Merry Christmas, Please Don't Call
- Maddalena Mizzoni
- Dec 24, 2024
- 4 min read

When we started talking, I didn’t think twice about where it would go. It was one of those connections that felt effortless, like we were filling a space in each other’s lives that neither of us had realized was empty. He wasn’t extraordinary in the way some people are—he wasn’t particularly clever or well-read, and he seemed to live in a bubble where the world beyond his immediate reality barely existed. But there was something about him that made him feel steady, like a warm, familiar place to rest.
We talked every day, about everything and nothing. He was loyal in a way that made you feel safe, and sincere in a way that made you feel seen. For a while, I thought that was enough. But the more we talked, the more I realized there was a heaviness to him—a constant, quiet undercurrent of negativity that seeped into everything. It wasn’t loud or overt; it was more like a steady trickle, an endless drip of frustration and resignation that dulled the edges of even the brightest conversations.
At first, I tried to understand. He was going through things, and I wanted to be supportive. That’s what you do for people you care about, right? You show up. You listen. You try to lighten the load. But the more I tried, the more I felt like I was carrying his weight instead of helping him lift it.
He dismissed ideas like mental health or self-reflection, as if they were indulgences for people who had the luxury of time. He’d grown up with a sense that pain was something you endured, not something you worked through, and that belief had calcified into his identity. Every attempt I made to talk about it—to suggest that maybe things didn’t have to be this heavy—was met with resistance. Not anger, not outright rejection, but a kind of quiet dismissal that made me feel like I was speaking a language he didn’t care to learn.
It wasn’t just personal topics, either. Even when we talked about the world—politics, culture, the future—he carried the same negativity. His views were so fixed, so entrenched in frustration and cynicism, that it felt like there was no room for hope, no space for progress. And the harder I pushed, the more defensive he became.
At some point, I stopped blaming him and started blaming myself. Why couldn’t I get through to him? Why did I keep trying to have the same conversations, knowing they’d end in the same place? I was angry—not at him, but at me—for thinking I could change someone who didn’t want to change. For pouring so much of my energy into a dynamic that was slowly draining me.
And then it hit me: I wasn’t helping him because he didn’t want to be helped.
There’s a lesson here that I didn’t want to learn but couldn’t avoid: you can’t save someone who’s decided they don’t need saving. You can’t pull someone out of their pain if they’ve built their home in it.
Some people live in their hurt because it’s familiar, and familiarity can feel safer than the unknown.
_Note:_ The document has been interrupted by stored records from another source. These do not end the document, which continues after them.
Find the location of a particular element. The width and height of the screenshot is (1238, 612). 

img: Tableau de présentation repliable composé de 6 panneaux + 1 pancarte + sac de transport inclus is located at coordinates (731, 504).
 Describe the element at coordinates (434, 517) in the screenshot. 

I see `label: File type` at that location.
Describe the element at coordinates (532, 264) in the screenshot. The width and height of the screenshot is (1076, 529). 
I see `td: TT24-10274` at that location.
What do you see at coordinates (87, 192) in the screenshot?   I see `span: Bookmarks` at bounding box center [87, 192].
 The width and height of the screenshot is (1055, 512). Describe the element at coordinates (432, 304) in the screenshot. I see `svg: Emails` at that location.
Even if the unknown is better, even if it’s brighter, it’s still uncertain. And uncertainty is terrifying. For him, the weight of his pain was the only thing that felt constant, the only thing he could trust. So he held onto it. He carried it with him everywhere, and in doing so, he let it shape his view of the world—and everyone in it.
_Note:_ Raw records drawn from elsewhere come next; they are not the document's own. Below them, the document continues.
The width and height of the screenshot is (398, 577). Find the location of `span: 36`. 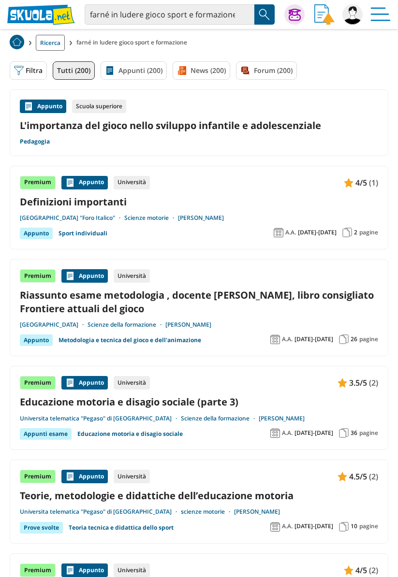

span: 36 is located at coordinates (354, 433).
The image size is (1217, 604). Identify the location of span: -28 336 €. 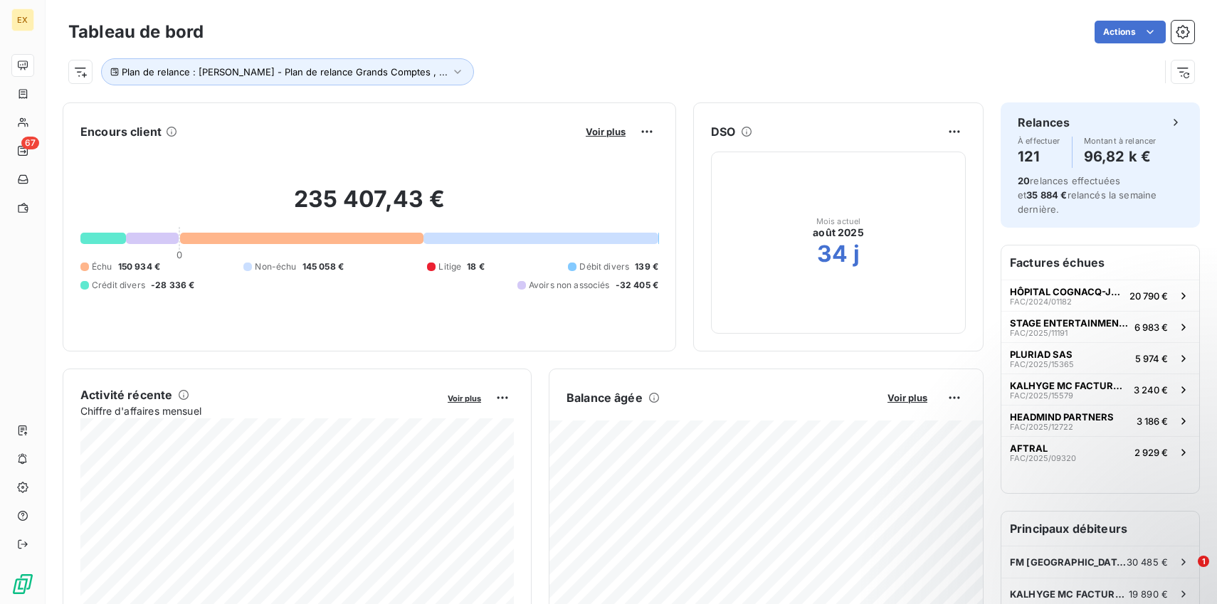
(172, 285).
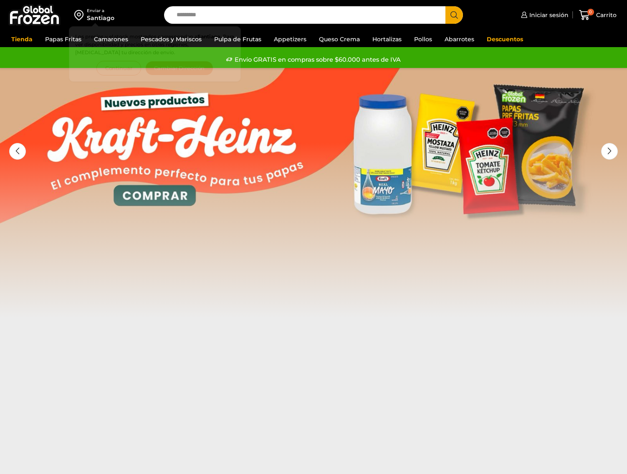 This screenshot has width=627, height=474. I want to click on a: Hortalizas, so click(387, 39).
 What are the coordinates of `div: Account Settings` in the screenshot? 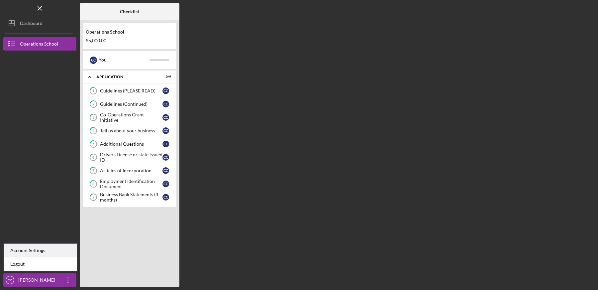 It's located at (40, 250).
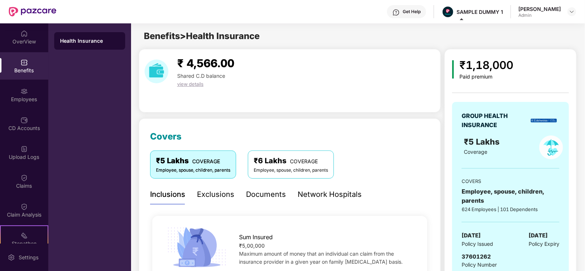  I want to click on div: Settings, so click(29, 258).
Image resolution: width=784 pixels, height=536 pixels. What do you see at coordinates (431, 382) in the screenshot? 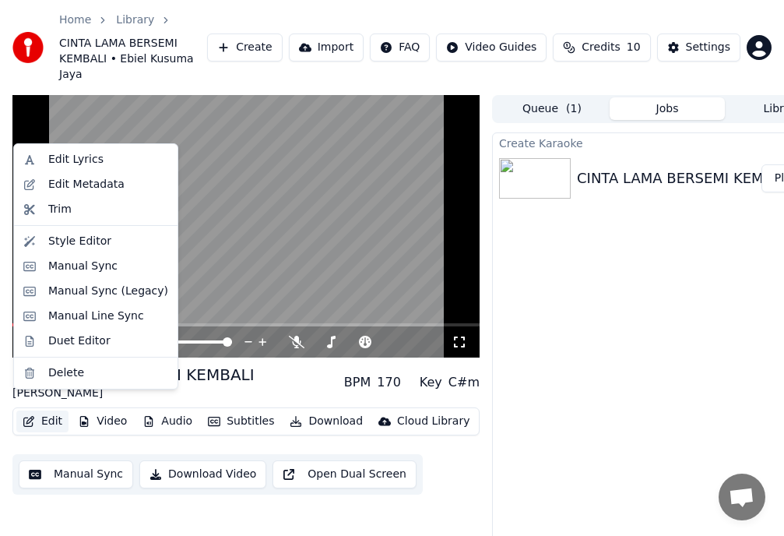
I see `div: Key` at bounding box center [431, 382].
What I’ve realized since is that people like him don’t just need to be understood; they need to be willing to understand themselves. And until they are, nothing you say or do will make a difference.
But there’s another lesson, too—one I didn’t want to admit at the time: trying to save someone else can make you lose yourself. I spent so much time trying to show him the world the way I saw it, trying to prove that things could be better, that I didn’t notice how much of my own light I was giving away.
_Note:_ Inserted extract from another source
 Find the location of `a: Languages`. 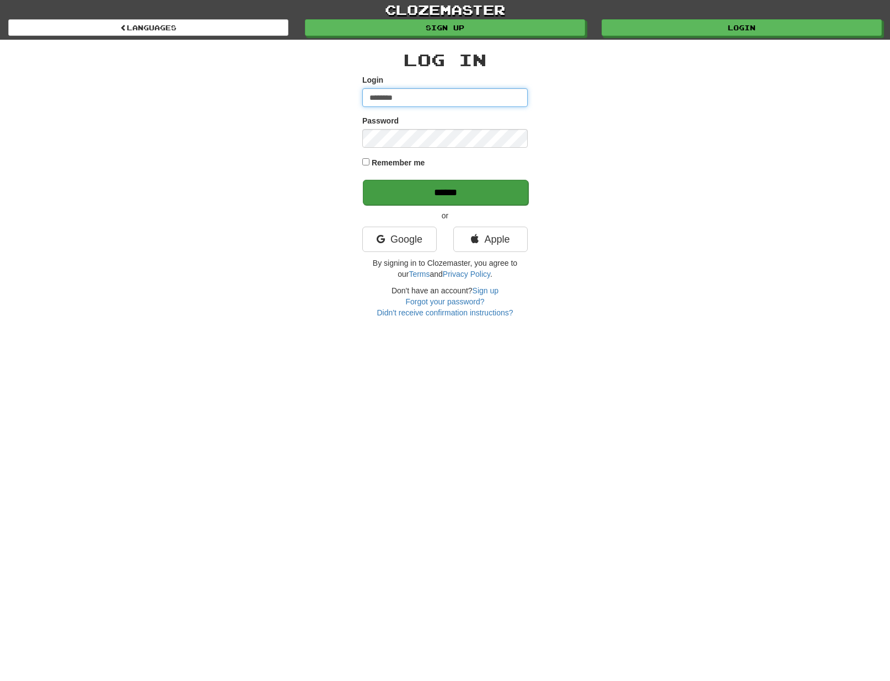

a: Languages is located at coordinates (148, 28).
Walking away wasn’t easy. It felt like giving up on someone who needed me. But I’ve learned that sometimes, walking away is the kindest thing you can do—not just for yourself, but for the other person, too. Because staying, when all you’re doing is carrying their weight, doesn’t help anyone.
I still think about him sometimes. I wonder if he’s found his way out of the heaviness that defined him. I hope he has. But I also know it’s not my place to wonder anymore. People like him—and like the version of me that tried so hard to help—exist to teach us something: that love and care don’t mean fixing someone. They mean knowing when to let go.
You can’t change the perspective of someone who isn’t ready to see things differently. You can’t force someone to heal if they’ve found comfort in their pain. And you can’t save someone who hasn’t decided to save themselves. What you can do is protect your own light, even when it feels selfish. Because it’s not selfish—it’s necessary.
There’s a moment when you realize the toughest part isn’t that they’re out on their own. It’s that they chose to be. That their carousel of damage isn’t something you can slow down, no matter how many times you tried to steady it. It’s realizing you can hold space for compassion while still saying, Please don’t call. Not out of cruelty, but because you’ve learned to value your own peace more than the chaos you once tried to fix.
Hurt people hurt people, but not out of malice. They do it because their pain doesn’t leave room for much else. And if you’re not careful, their hurt becomes yours. That’s why letting go isn’t giving up. It’s understanding that some battles aren’t yours to fight, and some weights aren’t yours to carry.